Sunday, August 2, 2020

Israel's Historic Rothschild Dynasty Connection Revisited: Part 2

Lord Walter Rothschild: Recipient of UK Imperialism's 1917 "Balfour Declaration"
Israel’s Historic Rothschild Dynasty Connection Revisited: Part 2
During World War I, members of the Rothschild dynasty in the UK also used their special influence to get Lord Balfour of the British imperialist government’s foreign office to write a Nov. 2, 1917 letter to Lord Walter Rothschild, which noted that the UK cabinet had approved a “declaration of sympathy” with “Zionist aspirations” (but which also stated, however, “that nothing shall be done which may prejudice the civil and religious rights of existing non-Jewish communities in Palestine,” the Palestinian Arabs, who still then composed 93 percent of Palestinian’s population and still owned 95 percent of Palestine’s land in 1917). As the 1994 book, The Rothschilds: A European Family, which Greg Heuberger edited, recalled:

“…After Turkey had entered the war on the side of Germany in 1914, the two Zionist leaders Chaim Weizman and Nahum Sokolow tried to whip up support in Great Britain for a…homeland in Palestine…The Zionists were dependent…on the aid of…the Rothschilds, with their high public profile and their contacts to English politicians.

“Alongside Edmond and his son James Armand, Lord Walter Rothschild, his sister-in-law Rozsika, his brother Charles and his mother avidly supported the Zionist cause after the outbreak of World War I.

“The joint efforts culminated in the declaration made by Lord Balfour, the British Foreign Minister, that the government would support setting up a national homeland for Jews in Palestine. The declaration was passed on to Lord Walter Rothschild on Nov. 2, 1917 in the simple form of a letter…”



Ironically, as Lenni Brenner noted in his 1984 book, The Iron Wall: Zionist Revisionism from Jabotinsky to Shamir, “in 1914, after meeting Balfour for the second time,” Zionist movement leader Weizman “wrote to a friend that” Balfour “told me that he once had a long talk with Cosima Wagner in Bayrouth and that he shared many of her anti-Semitic ideas.’”


Then-Democratic U.S. President Woodrow Wilson asserted during World War I that his administration supported the right of national self-determination for colonized peoples around the globe. Yet the 95 percent of the people who lived in Palestine in 1917 who were Palestinian Arabs, of non-Jewish religious backgrounds, were not allowed to democratically determine whether or not Palestine should be transformed into “a homeland” for the Zionist movement, before Lord Balfour sent his Nov. 2, 1917 letter to Lord Walter Rothschild.

So, not surprisingly, “a formal reading of the Balfour Declaration by a British official in Palestine in February of 1920…sparked large demonstrations in Palestinian cities” in opposition to the UK imperialist government cabinet’s November 1917 “declaration of sympathy with…Zionist aspirations” in Palestine, according to the Palestine Book Project’s 1977 book, Our Roots Are Still Alive: The Story of the Palestinian People. And on both the third anniversary of the Balfour Declaration, on Nov. 2, 1920 and the second anniversary of the day UK imperialist troops entered Jerusalem, on Dec. 9, 1920, Palestinian Arabs demonstrated, Palestinian “Arab shops closed their doors,” Palestinian Arab “newspapers appeared with black borders,” and Palestinians “draped black crepe paper on their houses and flew black flags” in “a day of mourning” to express Palestinian opposition to the UK imperialist government’s support for the Rothschild family-backed Zionist movement’s settler-colonialist “aspirations” in Palestine, according to the same book.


_TASK DETAILS_. Look through the entries for the string "static", and copy each line that holds it.

□ □ □

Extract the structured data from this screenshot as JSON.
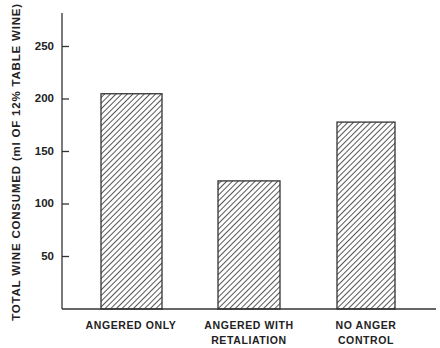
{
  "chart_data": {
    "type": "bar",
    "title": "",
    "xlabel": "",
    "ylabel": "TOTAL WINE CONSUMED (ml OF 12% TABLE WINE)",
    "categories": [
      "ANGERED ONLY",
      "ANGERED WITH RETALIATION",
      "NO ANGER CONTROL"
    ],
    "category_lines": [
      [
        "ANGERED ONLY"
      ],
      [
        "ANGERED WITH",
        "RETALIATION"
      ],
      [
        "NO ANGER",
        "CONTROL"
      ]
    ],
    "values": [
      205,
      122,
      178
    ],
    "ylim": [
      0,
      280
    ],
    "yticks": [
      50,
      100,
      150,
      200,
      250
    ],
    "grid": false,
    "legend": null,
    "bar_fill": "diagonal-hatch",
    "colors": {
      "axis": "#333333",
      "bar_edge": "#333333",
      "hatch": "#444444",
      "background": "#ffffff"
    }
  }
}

□ □ □

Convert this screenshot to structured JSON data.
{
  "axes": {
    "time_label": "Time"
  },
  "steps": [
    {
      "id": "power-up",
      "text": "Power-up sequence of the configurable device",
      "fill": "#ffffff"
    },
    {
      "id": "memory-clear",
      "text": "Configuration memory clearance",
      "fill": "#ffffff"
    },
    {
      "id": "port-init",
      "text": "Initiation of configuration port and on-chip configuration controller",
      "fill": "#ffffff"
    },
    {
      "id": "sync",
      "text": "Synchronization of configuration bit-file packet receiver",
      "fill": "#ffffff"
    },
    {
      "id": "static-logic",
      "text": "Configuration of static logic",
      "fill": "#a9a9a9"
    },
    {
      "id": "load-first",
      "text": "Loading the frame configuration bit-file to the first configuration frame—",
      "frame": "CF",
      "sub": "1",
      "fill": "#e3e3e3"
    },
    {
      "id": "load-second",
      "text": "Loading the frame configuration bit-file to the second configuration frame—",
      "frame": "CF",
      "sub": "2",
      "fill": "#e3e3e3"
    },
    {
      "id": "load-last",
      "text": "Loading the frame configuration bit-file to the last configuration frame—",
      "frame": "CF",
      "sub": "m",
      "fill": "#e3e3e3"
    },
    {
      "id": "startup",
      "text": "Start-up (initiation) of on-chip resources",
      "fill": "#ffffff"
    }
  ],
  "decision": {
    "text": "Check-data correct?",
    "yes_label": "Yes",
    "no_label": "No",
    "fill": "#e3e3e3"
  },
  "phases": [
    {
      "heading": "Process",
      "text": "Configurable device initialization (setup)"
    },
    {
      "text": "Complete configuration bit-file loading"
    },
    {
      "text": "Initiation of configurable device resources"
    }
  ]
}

□ □ □

_SOLUTION_.
      "id": "static-logic",
      "text": "Configuration of static logic",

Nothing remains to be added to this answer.